Message boxes and dialogs break the user flow and take away the system focus (annoying when you scroll through a list or type text), and so I (and many users) despise them.
Are you sure you want to...?
For confirmations where I really want the user to think twice (very rare, I usually tend to trust the user's decision if he already took the trouble to click a button...), drop-down menus very nicely replace yes/no confirmation message boxes:
Information bars
I implemented flashing information bars (as can be found in the current generation of Internet Explorer and Mozilla Firefox web browsers) which pop up at the bottom of the application window for a couple of other events that would typically produce a message box or dialog:
Wizards
More complex dialogs (such as Options) and wizards are completely integrated into the document window management of the application and are thus non-modal, too:
Standard dialogs
I have no plans to waste time replacing standard dialogs such as Open File, Save File, Print, Page Setup or Print Preview at this point.
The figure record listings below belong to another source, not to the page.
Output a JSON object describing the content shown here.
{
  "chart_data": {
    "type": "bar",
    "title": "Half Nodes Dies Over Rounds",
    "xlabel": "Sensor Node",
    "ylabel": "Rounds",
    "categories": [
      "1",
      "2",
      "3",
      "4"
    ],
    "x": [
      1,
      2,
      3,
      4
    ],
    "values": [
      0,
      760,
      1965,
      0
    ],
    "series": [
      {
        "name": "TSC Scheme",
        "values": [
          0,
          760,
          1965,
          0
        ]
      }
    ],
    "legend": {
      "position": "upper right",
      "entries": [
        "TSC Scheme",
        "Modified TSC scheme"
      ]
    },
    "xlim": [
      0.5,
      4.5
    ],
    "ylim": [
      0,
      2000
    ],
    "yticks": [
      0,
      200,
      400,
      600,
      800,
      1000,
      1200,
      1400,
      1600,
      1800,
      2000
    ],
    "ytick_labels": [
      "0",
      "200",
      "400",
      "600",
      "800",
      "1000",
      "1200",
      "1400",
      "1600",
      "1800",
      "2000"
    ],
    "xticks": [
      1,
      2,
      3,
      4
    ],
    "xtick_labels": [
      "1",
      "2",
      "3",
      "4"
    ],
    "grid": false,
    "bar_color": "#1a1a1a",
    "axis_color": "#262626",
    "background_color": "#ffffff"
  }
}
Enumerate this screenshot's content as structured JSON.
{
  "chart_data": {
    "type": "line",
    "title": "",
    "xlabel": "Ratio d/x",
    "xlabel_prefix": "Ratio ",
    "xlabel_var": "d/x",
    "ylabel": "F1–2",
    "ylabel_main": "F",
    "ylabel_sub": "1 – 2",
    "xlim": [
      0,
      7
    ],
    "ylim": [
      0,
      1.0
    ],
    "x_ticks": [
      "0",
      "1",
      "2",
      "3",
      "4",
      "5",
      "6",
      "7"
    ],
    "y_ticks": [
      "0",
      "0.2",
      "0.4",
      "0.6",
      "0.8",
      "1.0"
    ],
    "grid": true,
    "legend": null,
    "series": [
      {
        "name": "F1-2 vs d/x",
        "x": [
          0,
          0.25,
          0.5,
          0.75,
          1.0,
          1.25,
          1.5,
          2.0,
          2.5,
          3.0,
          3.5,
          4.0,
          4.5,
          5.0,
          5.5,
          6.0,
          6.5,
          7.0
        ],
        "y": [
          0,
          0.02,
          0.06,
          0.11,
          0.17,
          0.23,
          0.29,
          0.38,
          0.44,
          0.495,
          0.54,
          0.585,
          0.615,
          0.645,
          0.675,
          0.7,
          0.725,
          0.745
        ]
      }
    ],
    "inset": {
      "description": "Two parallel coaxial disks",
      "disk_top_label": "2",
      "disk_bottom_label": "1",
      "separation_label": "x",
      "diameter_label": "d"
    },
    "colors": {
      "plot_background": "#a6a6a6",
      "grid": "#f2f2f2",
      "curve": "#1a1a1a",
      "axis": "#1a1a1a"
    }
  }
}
There would be a very real risk that usability might suffer unduly (people already know how to operate these dialogs) and my intention is not to be religious about non-modal user interfaces, but to avoid breaking the user flow or stealing the focus. The product is meant as a productivity booster for a certain type of task, it is targeting power users, so the main purpose of these experiments is for the software to get out of the way.